Vinyl Record

Bryan Ferry - Boys and Girls

Bryan Ferry - Boys and Girls album cover

Bryan Ferry - Boys and Girls on LP vinyl. A 1985 record available from Kilmorna Collection in Listowel, Ireland.

LP ยท 1985

Available from Kilmorna Collection in Listowel.

Buyer notes: 1985 LP, currently available from the Kilmorna Collection vinyl shelf. Pay for pickup in Listowel or ship within Ireland for EUR 5.50.

Boys and Girls is Bryan Ferry turning the afterglow of Roxy Music's Avalon into a fully solo language. Released in 1985, it is a nocturnal, immaculate album, built less around rock-band attack than around texture, poise and a particular kind of romantic fatigue. Ferry had already made solo records, but this one feels like the moment when the persona, the studio craft and the adult-pop atmosphere all became inseparable. The album is famous for Slave to Love, and rightly so: the song gives Ferry's wounded glamour a melody spacious enough to become a signature. Don't Stop the Dance moves with a lighter pulse, all saxophone haze and late-night motion, while Windswept turns desire into atmosphere. Across the record, the playing is luxurious without becoming crowded. Contributors associated with guitar, bass, drums, saxophone, strings and backing vocals are arranged so that no single flourish breaks the mood for long. What makes Boys and Girls last is its control. It is not a record chasing the hard edges of 1985 pop; it glows, drifts and seduces. Ferry sings as if emotion has been filtered through memory, etiquette and expensive lighting, which could have become cold in lesser hands. Here it becomes the point: heartbreak made elegant, distance made musical, and pop sophistication given a pulse that still feels unmistakably his.

Boys and Girls matters because it is Bryan Ferry's most decisive solo statement after Roxy Music, a UK number one that proved his world could survive outside the band name. It refined the art-pop, lounge, soul and synth-era elements that had been orbiting his work into a record with unusual coherence. For 1980s pop collections, it captures a different form of ambition: not bigger choruses or louder production, but atmosphere shaped with obsessive care.

For collectors, Boys and Girls is the Bryan Ferry solo album that most clearly connects the Roxy Music legacy to his later identity. It belongs next to Avalon, but it should not be treated as a replica. The record has its own slower heat, its own studio vocabulary and one of Ferry's essential singles. It rewards listeners who value arrangement, surface detail and emotional ambiguity as much as hooks.

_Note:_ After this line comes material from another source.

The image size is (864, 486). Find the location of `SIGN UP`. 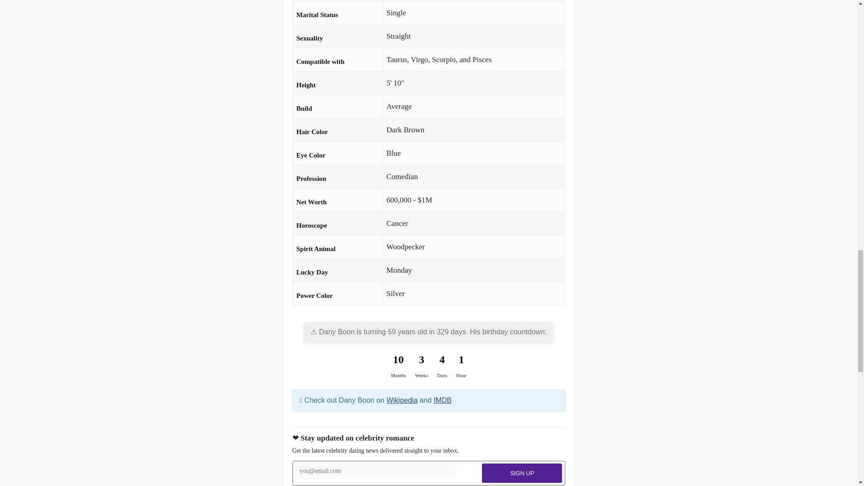

SIGN UP is located at coordinates (522, 474).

Sleek art-pop with late-night synth sheen, brushed percussion, elegant guitar colour, saxophone haze and Ferry's controlled romantic vocal delivery.

Recommended for: Bryan Ferry and Roxy Music collectors; listeners drawn to polished 1980s art-pop; collections built around sophisticated late-night pop records.

What year should Boys and Girls be filed under? Use 1985, the original album year for Bryan Ferry's Boys and Girls. What is the key song on Boys and Girls? Slave to Love is the defining single, with Don't Stop the Dance and Windswept also central to the album's mood. Is Boys and Girls connected to Roxy Music's sound? Yes, especially in its elegance and atmosphere, but it is a Bryan Ferry solo record with its own slower, more controlled adult-pop character.